Screening: Here Be Dragons + Q&A
In the past, the term ‘Here Be Dragons’ was used by cartographers to indicate an unexplored area on a map, in fear of what could lurk there. In his new essay film, Mark Cousins goes on an explorative journey through Albania, interweaving views of the capital Tirana and its inhabitants with old film clips, painting a picture of the political and cultural landscape. The screening will be followed by a Q&A with director Mark Cousins and producer Don Boyd.

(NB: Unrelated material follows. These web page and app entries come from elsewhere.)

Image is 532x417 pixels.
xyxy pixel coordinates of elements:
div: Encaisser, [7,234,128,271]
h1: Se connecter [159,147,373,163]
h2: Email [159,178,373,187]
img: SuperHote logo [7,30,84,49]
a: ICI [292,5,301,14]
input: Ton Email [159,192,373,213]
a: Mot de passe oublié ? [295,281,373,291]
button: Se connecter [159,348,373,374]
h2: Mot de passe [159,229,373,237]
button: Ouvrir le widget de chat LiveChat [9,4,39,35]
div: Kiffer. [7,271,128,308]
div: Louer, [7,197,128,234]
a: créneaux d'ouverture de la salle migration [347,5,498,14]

Preview Screening: A World Not Ours + Q&A
Filmmaker Mahdi Fleifel spent his formative years in the Palestinian refugee camp of Ain el-Helweh in Lebanon. Each time he went back to the camp for his summer holidays he kept video diaries. As an adult he returns, challenging his teenage belief that ‘going to Ain el-Helweh is better than going to Disney Land’. A World Not Ours is an intimate, and often humorous, portrait of three generations of exile, based on a wealth of personal recordings, family archives, and historical footage. This screening will be followed by a Q&A with director Mahdi Fleifel and editor Michael Aaglund.
Screening: Gore Vidal – The United States of Amnesia + Q&A
Director Nicholas Wrathall chronicles Gore Vidal’s rich and multifaceted life through archival footage from his legendary on-air career as well as candid interviews and observational footage captured in his final years. This screening will be followed by a Q&A with director Nicholas Wrathall.
Ten Years in Documentary Filmmaking
To mark the Frontline Club’s tenth anniversary, we will be looking back on ten years in documentary filmmaking. Moderated by Hot Docs’ head of programming Charlotte Cook, producer John Battsek, controller of BBC One Charlotte Moore and producer Christopher Hird will be exploring the major developments that have taken place over the past decade.
Physical Nostalgia: Rewind This! + Q&A
By George Symonds VHS or Betamax? Is video rental a good idea? Should the public even be allowed to have physical access to films? On Tuesday 3 September, these were some of the era-defining issues raised at the Frontline Club’s screening of Rewind This! Directed by Josh Johnson, Rewind This! beamed the audience into a […]
Preview Screening: Pretty Village + debate
Pretty Village tells the harrowing story of the 1992 Kevljani massacre and its continuing effect on the lives of survivors. Using home movies and personal testimonies of the villagers, director David Evans visits a pre-war world where Serbs, Croats and Musilms lived in a complex web of mutual support systems and shared values.
This screening will be followed by a debate with director David Evans, protagonist and producer Kemal Pervanic and journalist at ITV News Penny Marshall. Moderated by Ed Vulliamy, writer for The Guardian and The Observer.
Summer Screenings at the Frontline Club
This summer Tuesday’s are the day to come to the Frontline Club for our summer season exploring how technological changes shape the way we view and document the world. Tuesday 30 July 2013, 7:00 PM – Side by Side For almost one hundred years there was only one way to make a movie: photochemical film. Over […]
Screening: Rewind This! + Q&A
Home video changed the way the world consumed films. For the first time, small independent production companies could operate on an even playing field with the major film studios. Through the rise and fall of VHS, Rewind This! discusses media consumption, zero budget filmmaking, unchecked global piracy and an exploding film industry where everything was possible – developments that laid the foundation for today’s digital culture. The screening will be followed by a Q&A with director Josh Johnson via Skype.